Goodbye UNESCO a Model for Goodbye UN

 

by Phyllis Schlafly

November 23, 2011

 

A trigger provision buried in U.S. laws since 1990 quietly took effect at the end of October. The U.S. taxpayers' annual donation of 22 percent of UNESCO's budget was summarily terminated when UNESCO voted 107 to 14 (with 52 abstentions) to approve full membership for Palestine.

The cutoff of U.S. handouts includes not only our major annual gift to UNESCO of $80 million but also some extra-budgetary donations of $2 million and $3 million a year for special projects, mostly in Iraq. The Palestinians can now request admission to three other UN agencies and, if accepted, U.S. law will require us to terminate our handouts to those agencies, too.

The idea of an automatic cutoff of U.S. spending when a recipient takes anti-American actions is a splendid idea. I can think of lots of appropriations where a rule like this would save us money, so let's start with the United Nations itself.

For example, UN Secretary General Ban Ki-moon, speaking in Bangladesh on November 14, urged world leaders to finalize financing for a multibillion-dollar fund to fight the effects of climate change. He is urging the UN climate-change conference that opens November 28 in Durban, South Africa, to raise $100 billion a year for a Green Climate Fund to help poor countries cope with global warming.

Americans should recognize this language as UN gobbledegook to transfer U.S. wealth to foreign countries run by corrupt dictators. The 190 countries expected to attend the Durban conference would probably think that is a nifty idea.

Ban Ki-moon started his drive for a huge UN climate change fund by making a tear-jerking plea, about a melting North Pole glacier, at the Copenhagen UN conference in December 2009. But despite President Obama's attendance, designed to encourage UN wishful thinking, Copenhagen results were zero.

Following the failed Copenhagen conference, Ban Ki-moon assembled a 20-member High-Level Advisory Group on Climate Change Financing to make recommendations to the Green Climate Fund. Members included (surprise, surprise) George Soros.

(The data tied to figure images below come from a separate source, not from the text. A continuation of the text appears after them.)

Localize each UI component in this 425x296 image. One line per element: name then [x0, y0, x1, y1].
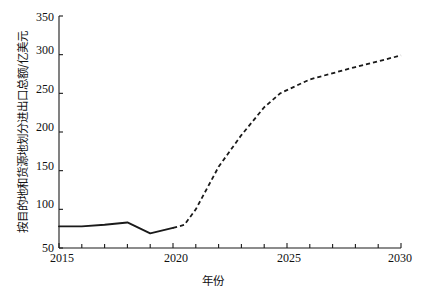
y-tick-marks [59, 16, 63, 248]
plot-area [0, 0, 425, 296]
x-tick-marks [59, 243, 401, 248]
chart-figure: 按目的地和货源地划分进出口总额/亿美元 年份 350 300 250 200 1… [0, 0, 425, 296]
series-line-historical [59, 222, 173, 233]
series-line-forecast [173, 55, 401, 227]
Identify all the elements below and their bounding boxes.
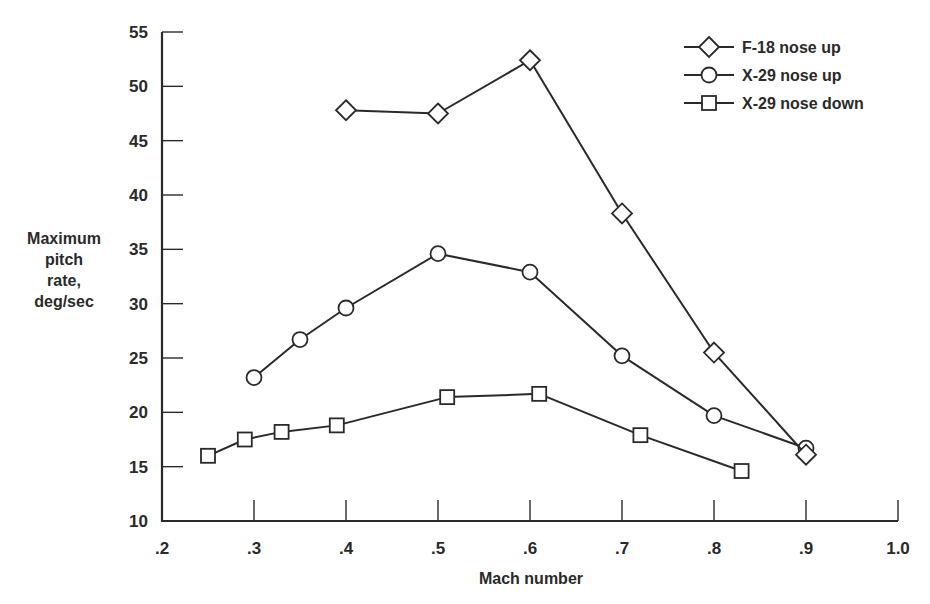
y-tick-label: 35: [129, 240, 148, 259]
y-axis-title-line: deg/sec: [0, 291, 128, 312]
y-tick-label: 15: [129, 458, 148, 477]
x-tick-label: .4: [339, 539, 354, 558]
square-marker: [238, 433, 252, 447]
pitch-rate-chart: 10152025303540455055.2.3.4.5.6.7.8.91.0 …: [0, 0, 930, 604]
circle-marker: [293, 332, 308, 347]
y-tick-label: 25: [129, 349, 148, 368]
x-tick-label: .6: [523, 539, 537, 558]
y-tick-label: 30: [129, 295, 148, 314]
square-marker: [201, 449, 215, 463]
square-marker: [532, 387, 546, 401]
series-layer: [201, 50, 816, 478]
circle-marker: [523, 265, 538, 280]
x-tick-label: .8: [707, 539, 721, 558]
x-axis-title: Mach number: [479, 570, 583, 587]
circle-marker: [702, 68, 717, 83]
y-axis-title: Maximum pitch rate, deg/sec: [0, 228, 128, 312]
legend-item: F-18 nose up: [684, 37, 841, 57]
series-line: [346, 60, 806, 454]
circle-marker: [431, 246, 446, 261]
square-marker: [702, 96, 716, 110]
y-axis-title-line: rate,: [0, 270, 128, 291]
diamond-marker: [612, 203, 632, 223]
circle-marker: [707, 408, 722, 423]
circle-marker: [339, 301, 354, 316]
legend-label: X-29 nose down: [742, 95, 864, 112]
y-axis-title-line: pitch: [0, 249, 128, 270]
diamond-marker: [428, 104, 448, 124]
y-tick-label: 45: [129, 132, 148, 151]
circle-marker: [615, 348, 630, 363]
y-tick-label: 40: [129, 186, 148, 205]
x-tick-label: .2: [155, 539, 169, 558]
square-marker: [330, 418, 344, 432]
y-axis-title-line: Maximum: [0, 228, 128, 249]
square-marker: [633, 428, 647, 442]
circle-marker: [247, 370, 262, 385]
series-f-18-nose-up: [336, 50, 816, 464]
diamond-marker: [336, 100, 356, 120]
y-tick-label: 50: [129, 77, 148, 96]
legend-item: X-29 nose up: [684, 67, 842, 84]
square-marker: [735, 464, 749, 478]
x-tick-label: 1.0: [886, 539, 910, 558]
y-tick-label: 20: [129, 403, 148, 422]
x-tick-label: .5: [431, 539, 445, 558]
x-tick-label: .3: [247, 539, 261, 558]
legend-label: X-29 nose up: [742, 67, 842, 84]
diamond-marker: [520, 50, 540, 70]
y-tick-label: 10: [129, 512, 148, 531]
series-x-29-nose-down: [201, 387, 749, 478]
x-tick-label: .9: [799, 539, 813, 558]
x-tick-label: .7: [615, 539, 629, 558]
square-marker: [275, 425, 289, 439]
legend-label: F-18 nose up: [742, 39, 841, 56]
legend: F-18 nose upX-29 nose upX-29 nose down: [684, 37, 864, 112]
legend-item: X-29 nose down: [684, 95, 864, 112]
diamond-marker: [699, 37, 719, 57]
square-marker: [440, 390, 454, 404]
y-tick-label: 55: [129, 23, 148, 42]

The U.S. never ratified the Kyoto Protocol, which was signed by Bill Clinton, but our Senate did ratify the UN Framework Convention on Climate Change in 1992. This UNFCCC created a committee charged with designing a Green Climate Fund, which was supposed to develop a plan to raise $100 billion a year, and get it approved at the UNFCCC meeting to be held in Durban, South Africa next month.

The Cancun Agreements, adopted at the UN Climate Talks in December 2010, established the Green Climate Fund. Cancun also set up a committee charged with making recommendations to the Durban conference.

Of course, nobody knows what these international bureaucrats (spending other nations' money) will finally decide is the cost to "go green." Some estimates use the figure $600 billion annually, and others estimate $1.9 trillion annually for the next 40 years.

The committee hasn't yet made progress with the plan to get guarantees from developed countries (i.e., the U.S.) to take action domestically and collectively to pledge the money. The current strategy is for the poor countries to use the Durban, South Africa conference to demand that the developed countries ante up $100 billion annually by 2020.

The most scary part is how the committee, consisting of representatives of 40 nations, plans to get the $100 billion a year. No plans have been finalized, but the committee is hoping for UN taxes on carbon, international travel and shipping, international financial trades of stocks, bonds, derivatives and currency, and a wire tax for producing electricity, plus eliminating individual-country subsidies to fossil fuels and diverting that money to the Green Climate Fund.

The strategy behind this potpourri of special taxes is, first, to bypass Congress, realizing that even our big-spending politicians are not stupid enough to vote for a UN appropriation of such magnitude. Second, the amount of money that could be raised by these special taxes paid by individuals and corporations could reach or even exceed the extravagant goals of the Green Climate Fund.

We should prepare ourselves for this by using the UNESCO model. Congress should pass a law specifying that if the UN imposes any taxes to be paid by individuals or corporations, that's the day we terminate all U.S. appropriations to the UN.

Maybe these UN tax-hungry globalists will get some help from the Occupy Wall Street bunch for the plan to tax individuals instead of relying on congressional appropriations. One OWS leader just demanded "a 1 percent Robin Hood tax on all financial transactions and currency trades."

Don't laugh. A financial transaction tax was endorsed by Bill Gates and by French President Nicolas Sarkozy, who lobbied President Obama at the G-20 Summit in Cannes to join him.